Now we turn to the management department, which has 34 computers. We cannot borrow 3 bits, because in this case, according to the table, we will receive a total of 32 addresses. We have to use a block size of 64, so we leave 2 borrowed bits. We know that the next IP address, which serves as the identifier for the third subnet, will have the number 192 at the end. Since we borrowed 2 bits and the block size is 64, the broadcast address will be 192 + 64-1 = 255.



The identifier for this network is 192.168.1.192 / 26, and the broadcast address is 192.168.1.255 / 26.
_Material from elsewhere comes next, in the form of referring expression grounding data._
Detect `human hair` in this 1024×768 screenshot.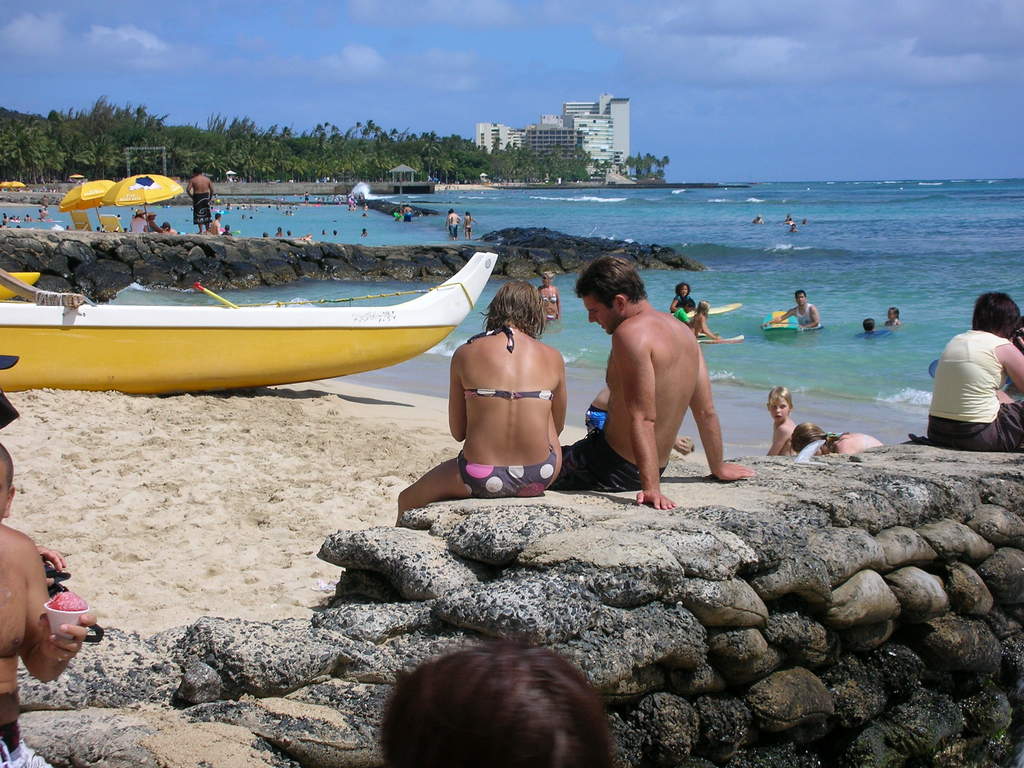
Detection: [542,271,556,279].
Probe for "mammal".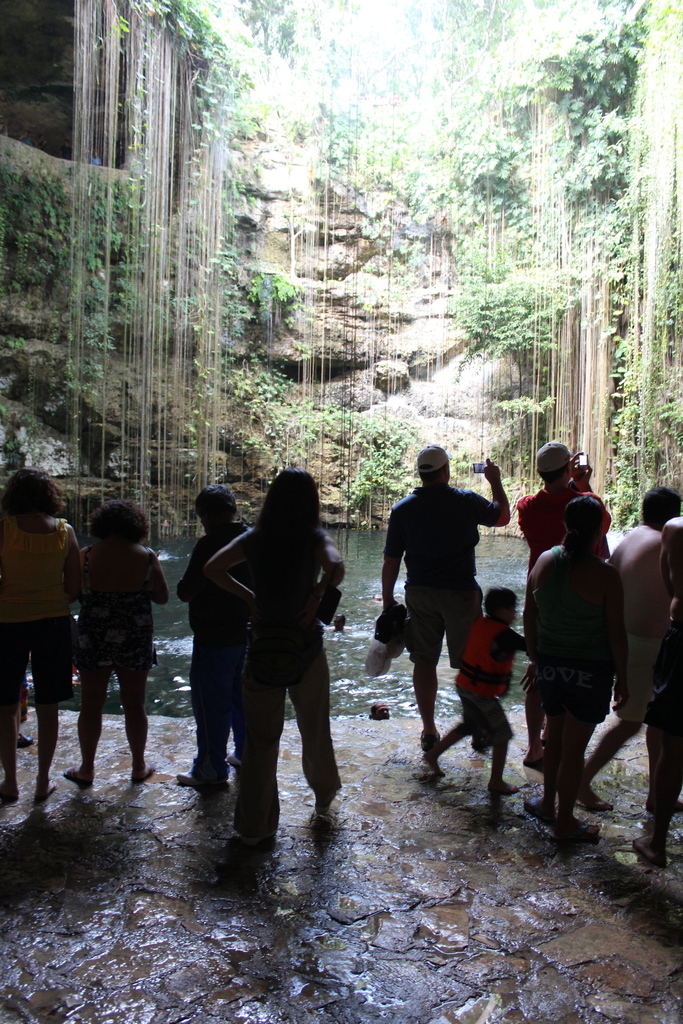
Probe result: 201, 471, 350, 844.
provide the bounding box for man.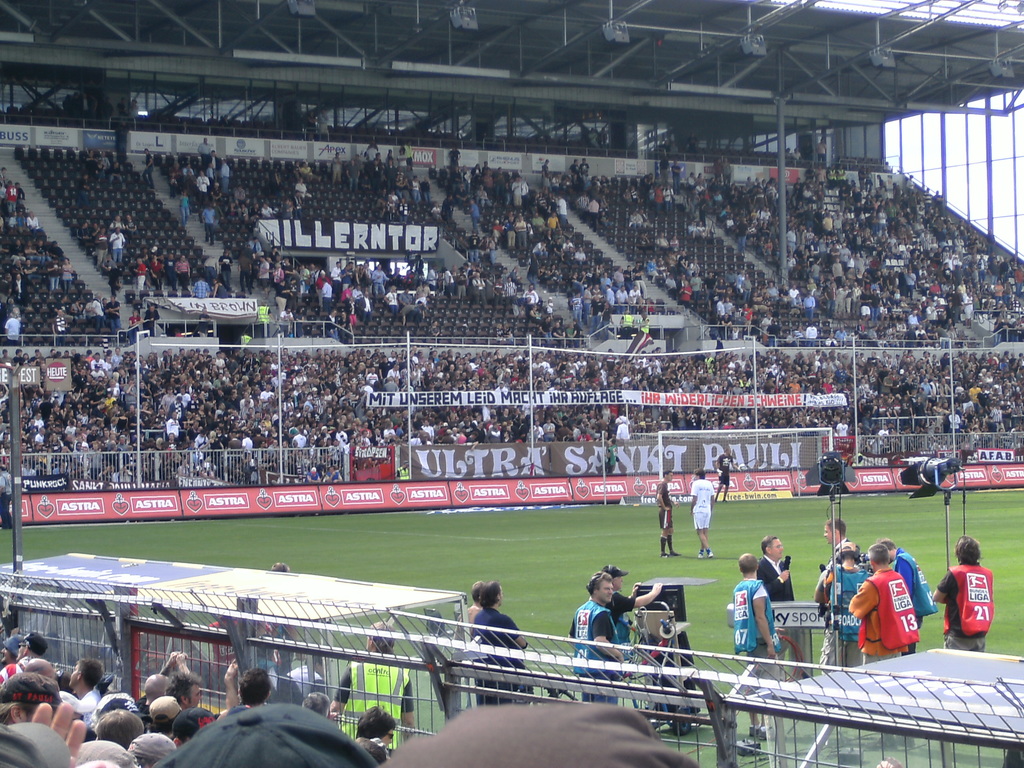
108, 159, 124, 184.
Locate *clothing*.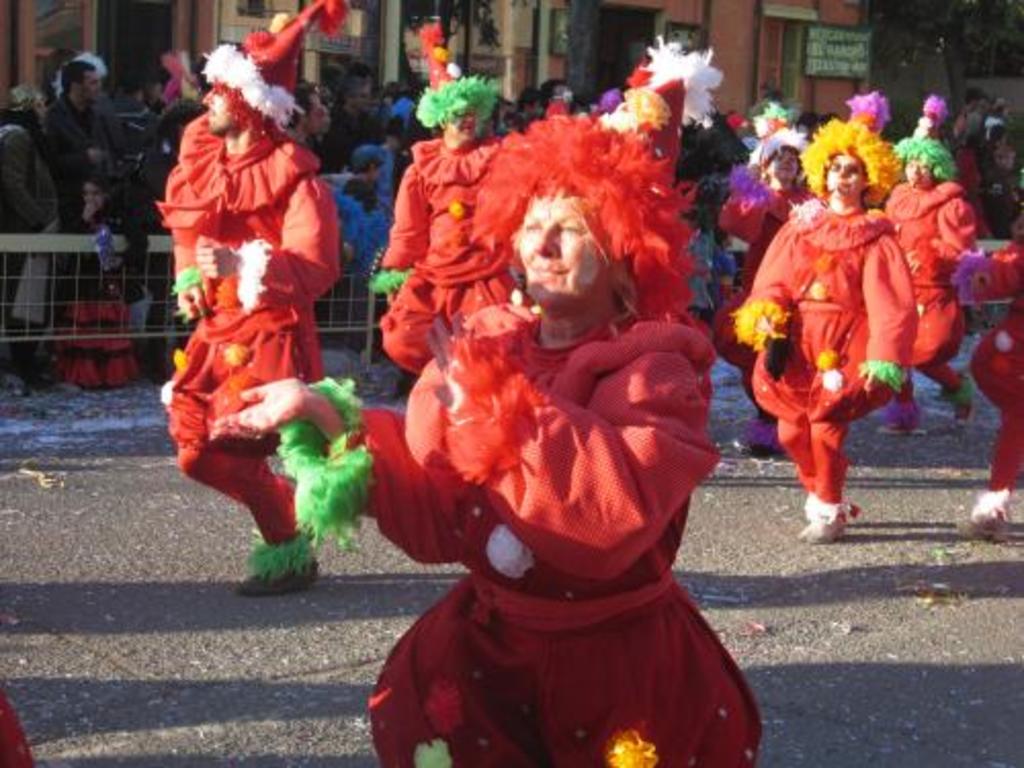
Bounding box: box(866, 84, 977, 397).
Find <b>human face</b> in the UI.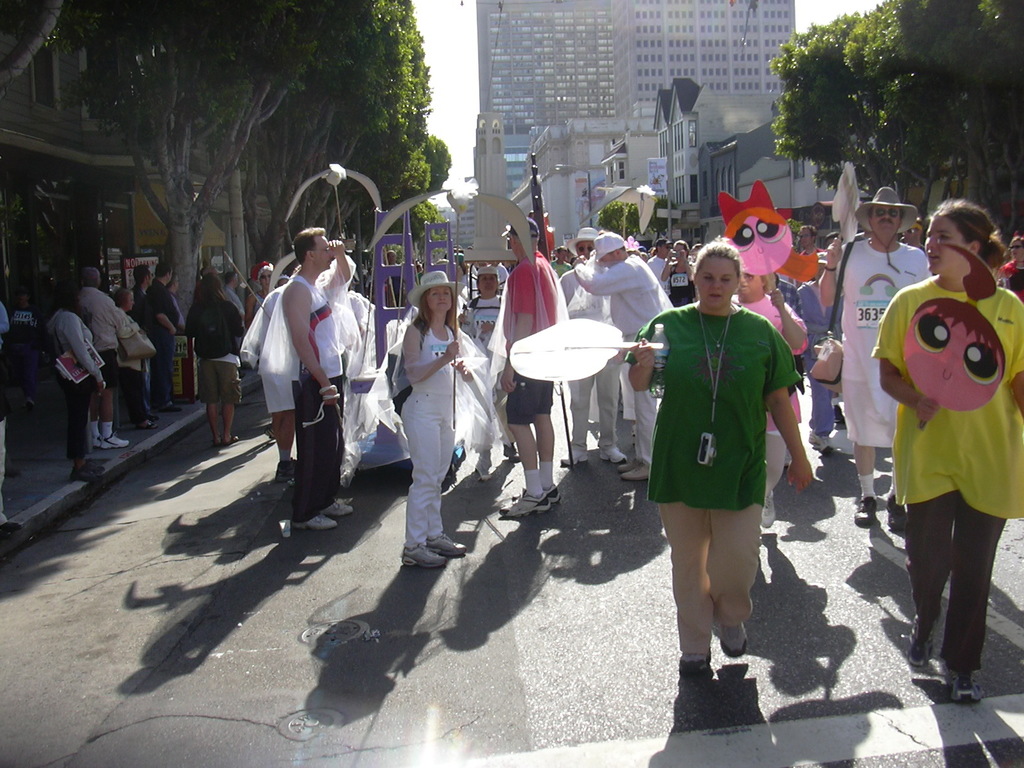
UI element at box=[925, 218, 967, 275].
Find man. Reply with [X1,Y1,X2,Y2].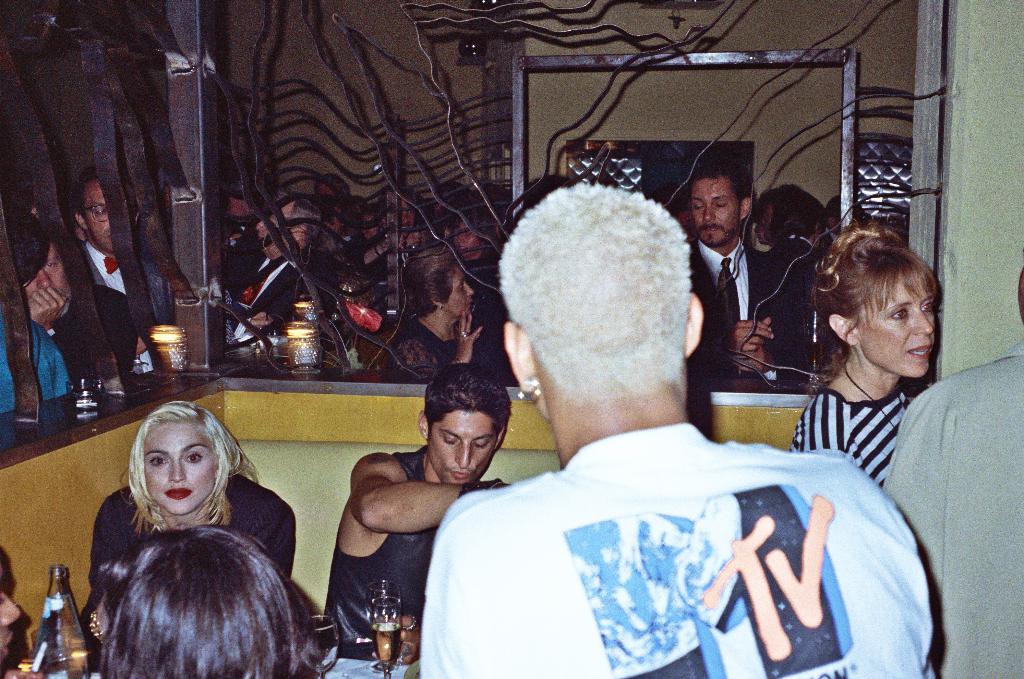
[322,355,526,641].
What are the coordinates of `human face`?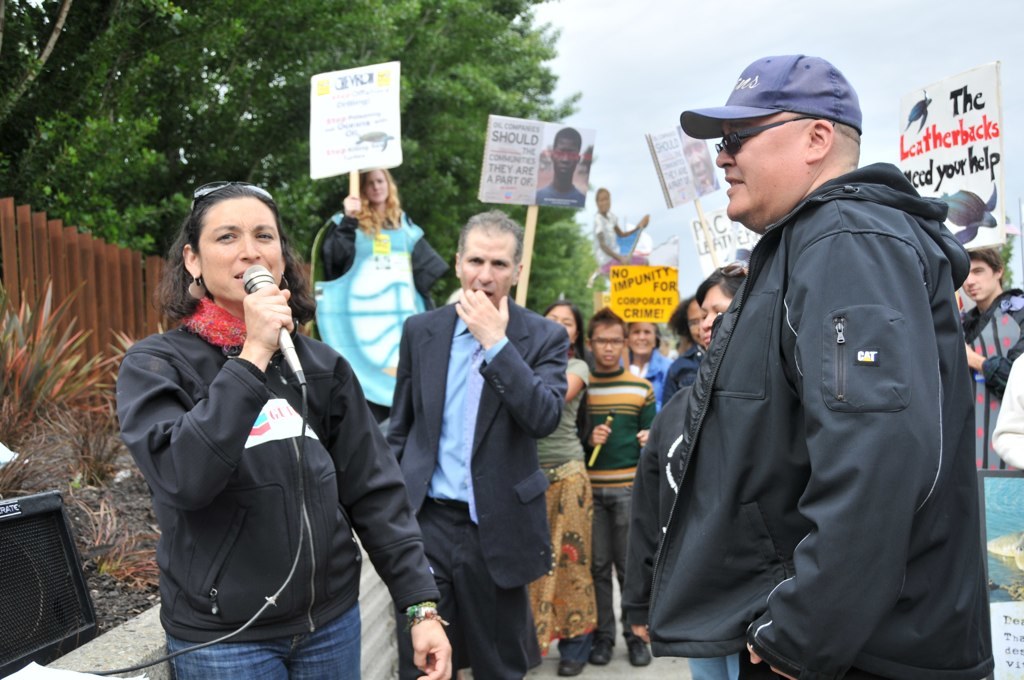
x1=458 y1=223 x2=514 y2=305.
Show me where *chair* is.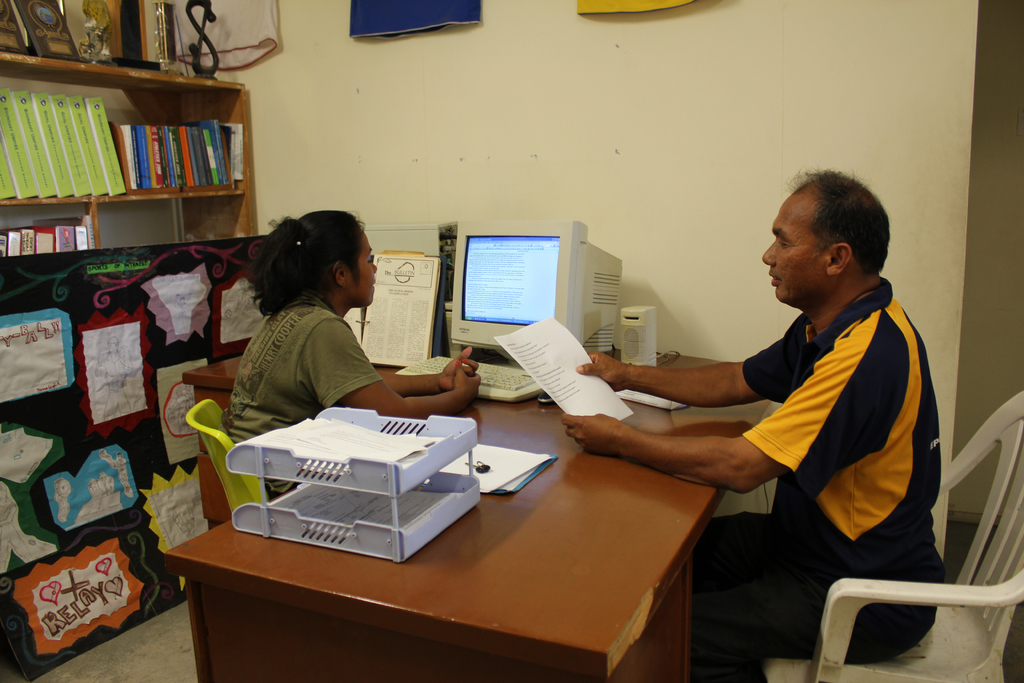
*chair* is at x1=192 y1=398 x2=268 y2=519.
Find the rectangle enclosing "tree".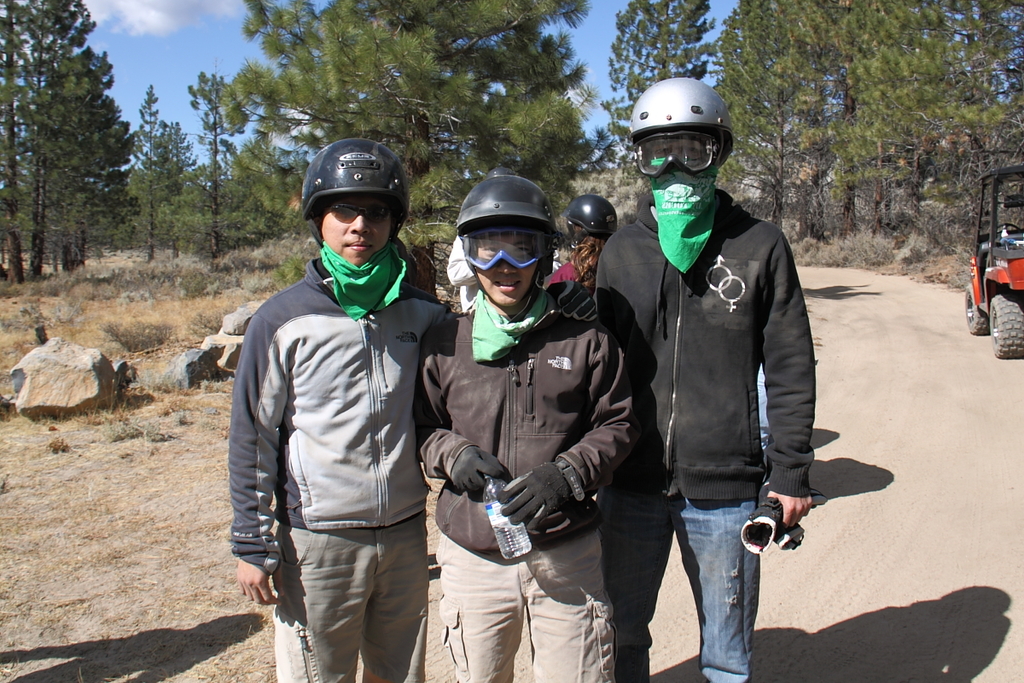
[218,0,596,304].
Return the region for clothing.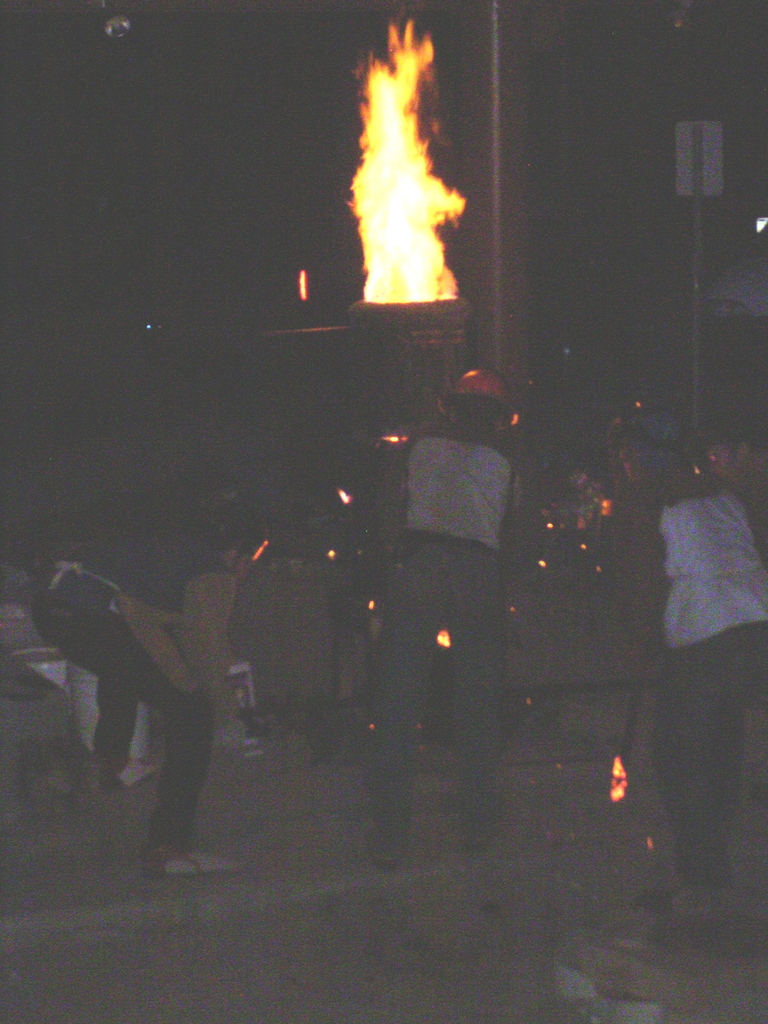
(375, 420, 524, 849).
As you can see, all this is quite simple. Of course, you need to practice solving such problems, but then you can easily solve problems on this topic. Как я уже говорил, в следующем видеоуроке мы рассмотрим подсети с IP-адресами класса А и класса В и концепцию, которая носит название «суперсети». Мы также рассмотрим ряд экзаменационных вопросов CCNA и попрактикуемся в их решении. Повторю ещё раз – вы можете пересматривать это видео до тех пор, пока изложенный в нём контекст о строении подсетей не станет вам полностью понятен, и вы сможете решать эти задачи в уме, не пользуясь при этом ручкой, бумагой или калькулятором. Потому что понятно, что вы не сможете взять калькулятор на экзамен, так что даже не думайте об этом. Производите все вычисления в уме, так чтобы ответы на эти вопросы «отскакивали от зубов».

Выучите правила бинарных умножений и запомните двоичные таблицы, чтобы это стало вашей второй натурой, тогда вы легко быстро найти ответы на любые вопросы о строении подсетей.
Как я обычно говорю, если у вас остались вопросы – обращайтесь непосредственно ко мне или оставляйте свои комментарии под этим видео. Thank you for attention!